The Drug Quality and Security Act boosts the Food and Drug Administration’s authority to regulate compounding pharmacies that ship drugs across state lines. Its approval came a year after tainted injectable drugs from a Massachusetts compounding pharmacy resulted in a meningitis outbreak that killed 64 people across the country.

At the same time, the statute distinguishes between large-scale operations such as the New England Compounding Center in Framingham, Mass., which was blamed for the outbreak, and traditional compounding pharmacies, which will continue to be regulated by state boards of pharmacy.

The law “will help ensure the health and safety of patients,” National Association of Chain Drug Stores president and chief executive officer Steve Anderson says. “This is a large step in helping avoid tragedies such as last year’s national meningitis outbreak. At the same time, we appreciate the bill’s protection of traditional compounding practices largely performed by retail pharmacists.”

Anderson also hailed the law’s creation of a single national standard for supply chain regulation as opposed to a patchwork of state laws and regulations.

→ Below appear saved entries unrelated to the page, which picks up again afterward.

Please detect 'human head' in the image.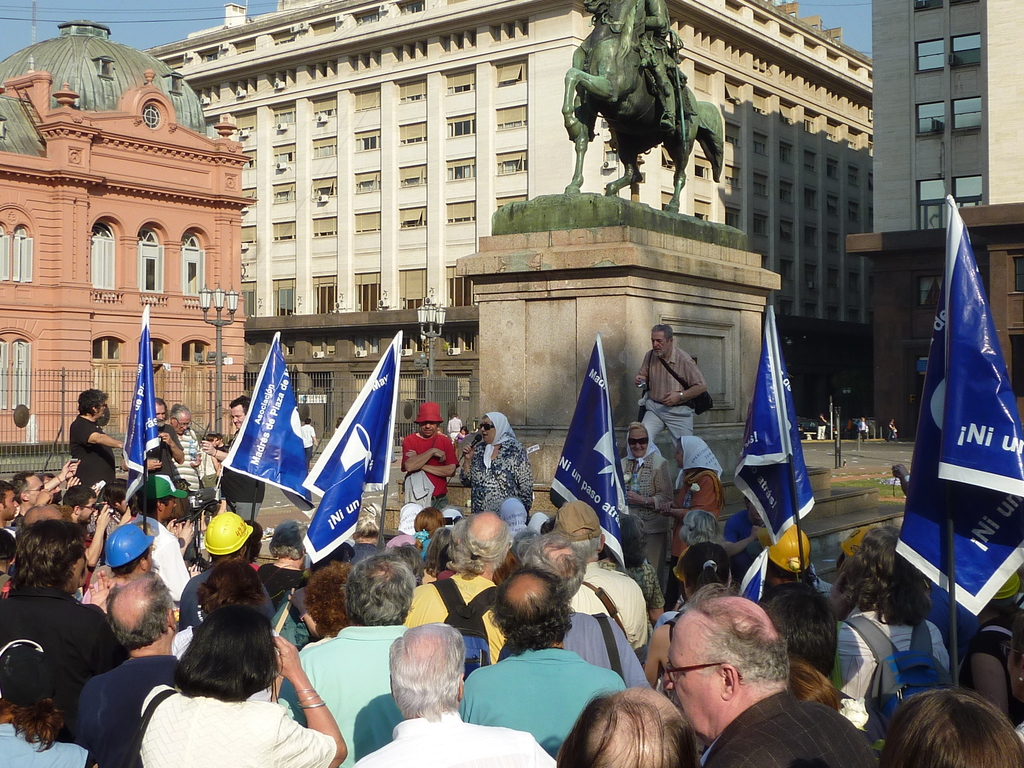
crop(387, 540, 428, 582).
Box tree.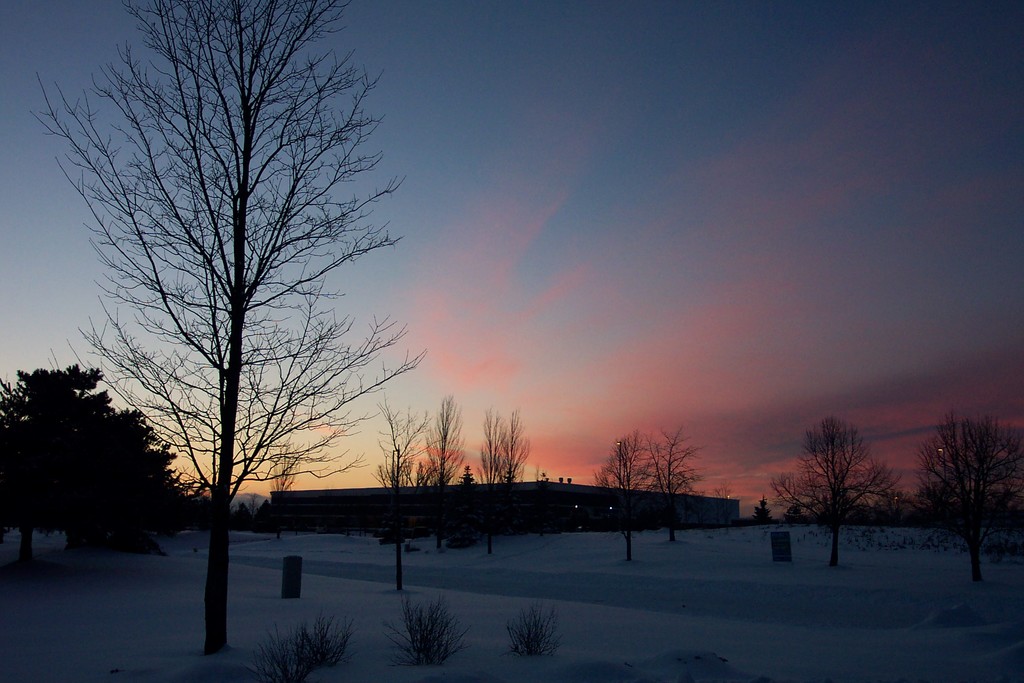
x1=416 y1=393 x2=474 y2=556.
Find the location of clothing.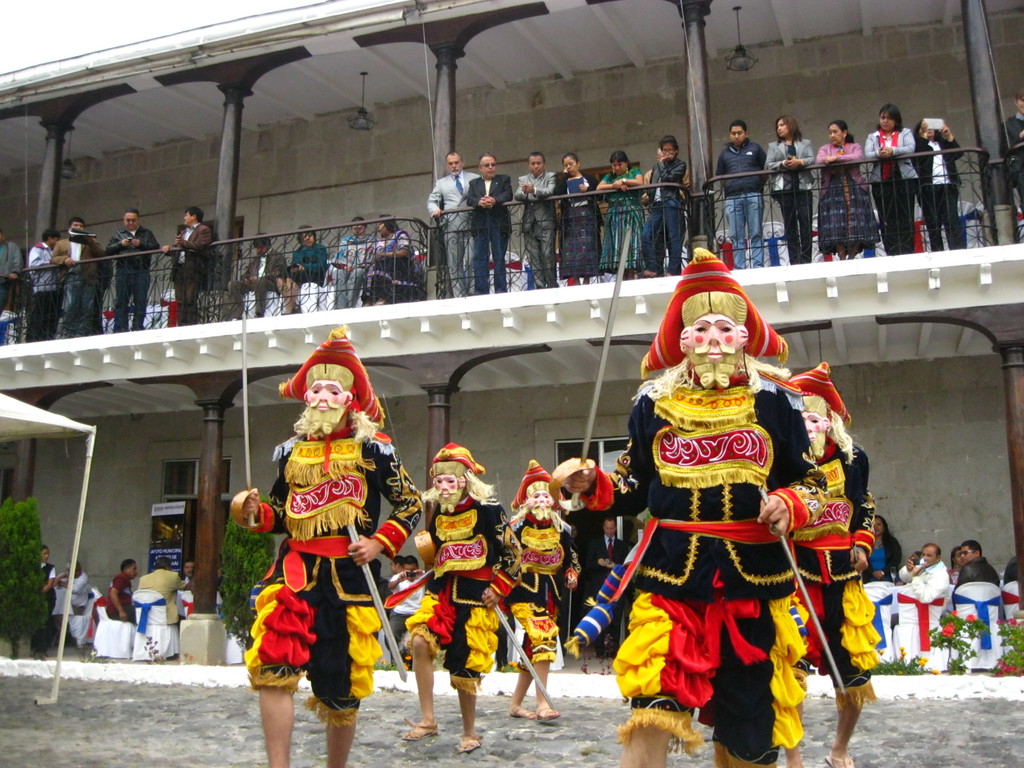
Location: (182,579,198,610).
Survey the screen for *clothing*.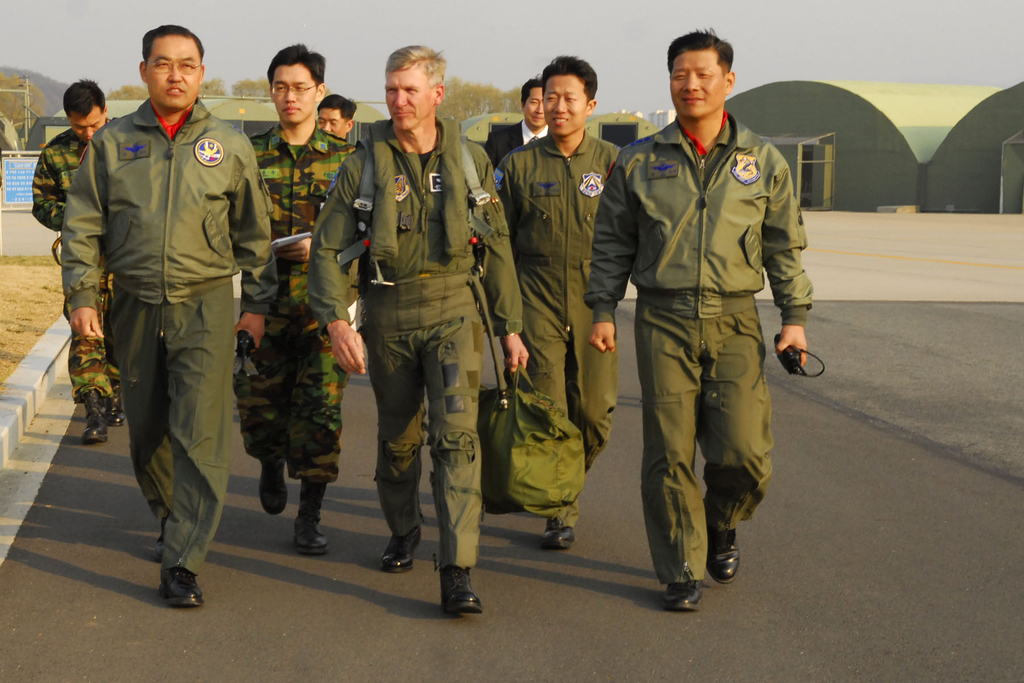
Survey found: {"x1": 60, "y1": 103, "x2": 276, "y2": 580}.
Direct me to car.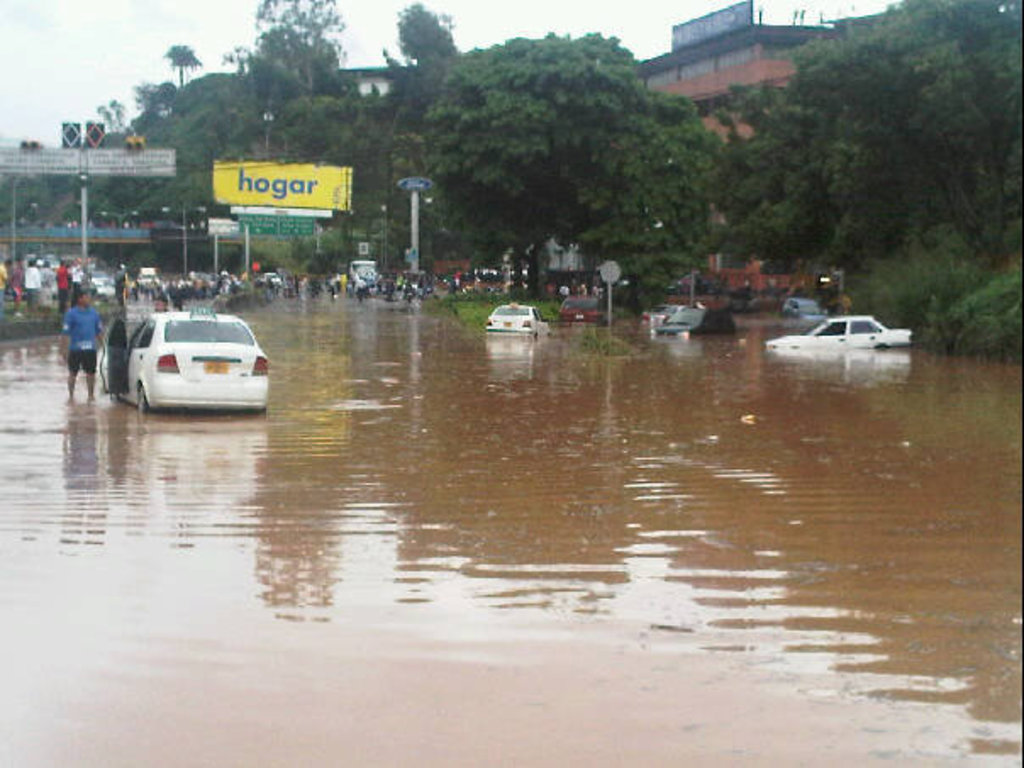
Direction: box=[653, 305, 736, 339].
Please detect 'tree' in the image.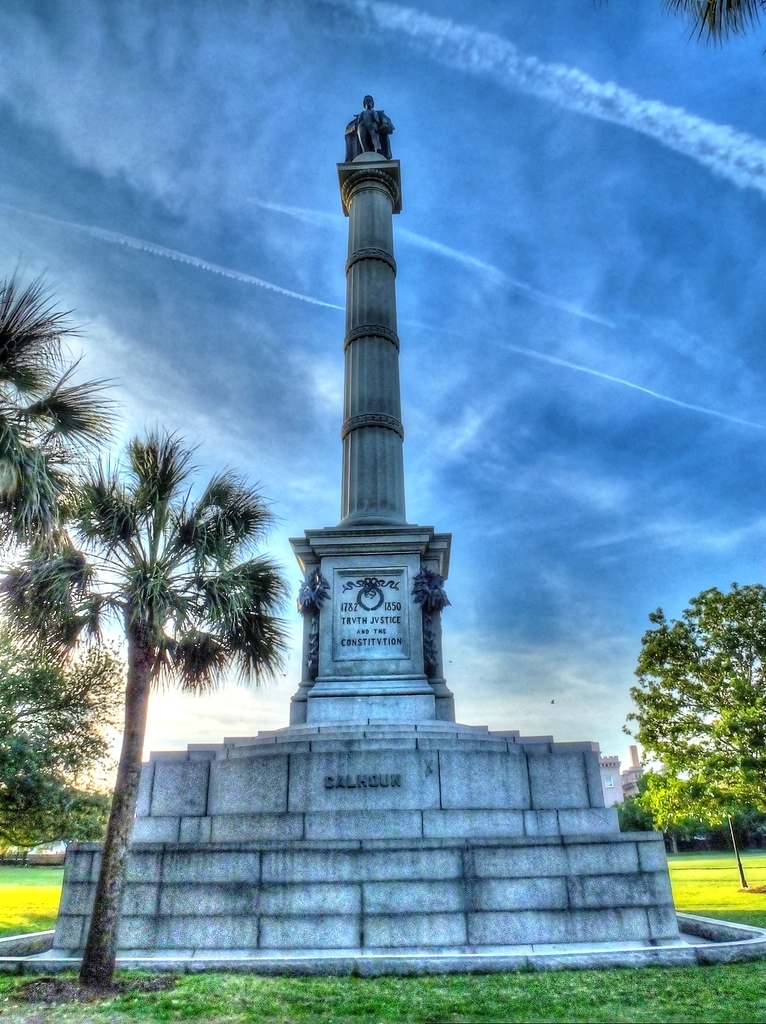
(0,634,123,861).
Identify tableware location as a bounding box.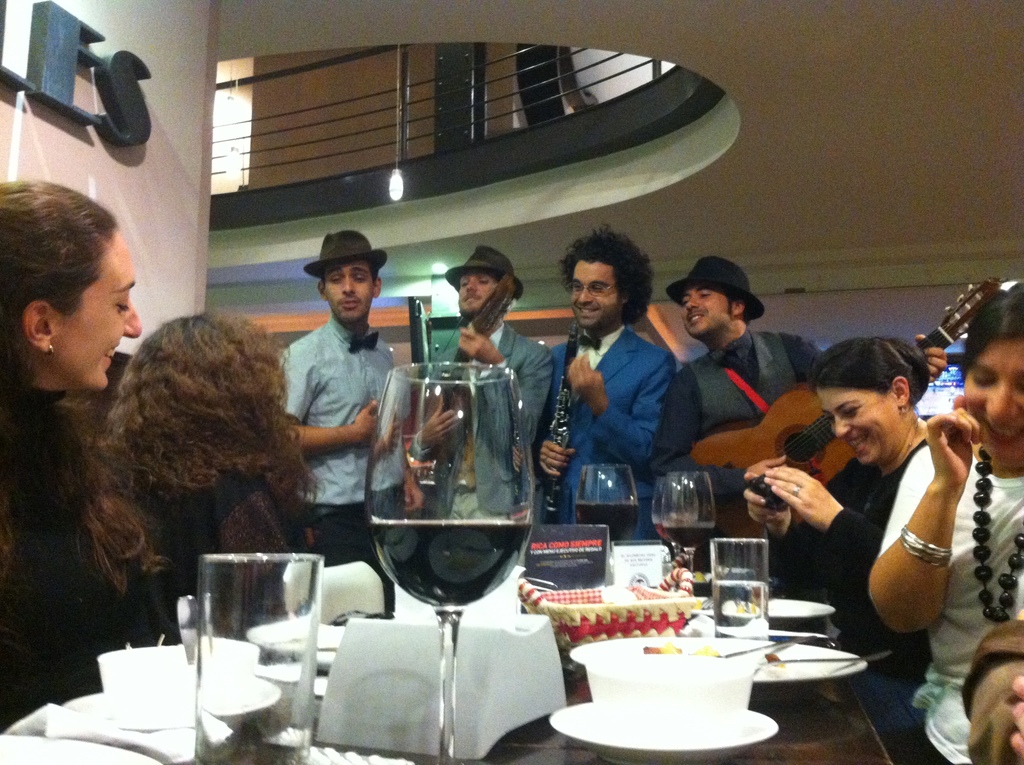
[93, 642, 187, 724].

“Chain pharmacy has made significant investments to ensure that the U.S. pharmaceutical distribution system is one of the safest in the world and this legislation will only improve and strengthen the process for all stakeholders,” he said.

He thanked supporters of the legislation including House Energy and Commerce Committee chairman Fred Upton (R., Mich.), and Senate health committee chairman Tom Harkin (D., Iowa) Meanwhile, B. Douglas Hoey, CEO of the National Community Pharmacists Association, said the statute “strikes the right balance on two major issues for independent community pharmacists.”

“When manufactured drugs are not an option, community pharmacists prepare, or compound, customized medications to meet a variety of individual health needs,” he noted.

The legislation “leaves regulation of this vital and long-accepted practice by independent community pharmacies to state boards of pharmacy, where it should be,” Hoey said. “It also establishes a voluntary, regulatory pathway for companies to register as outsourcing facilities subject to standards and inspection by the Food and Drug Administration.

“Thus, the legislation should help prevent a recurrence of the tragic meningitis outbreak linked to the New England Compounding Center while preserving patient access to individual medications compounded by local pharmacies in response to a doctor’s request,” he said.

John Gray, president and CEO of the Healthcare Distribution Management Association, praised the law’s creation of a national traceability framework for prescription drugs.

Gray said the federal preemption of state laws to bolster the supply chain is “one of the most significant legislative accomplishments for our industry and is especially important for the health care providers, pharmacies and their patients — who count on the safe and efficient distribution of prescription medicines.”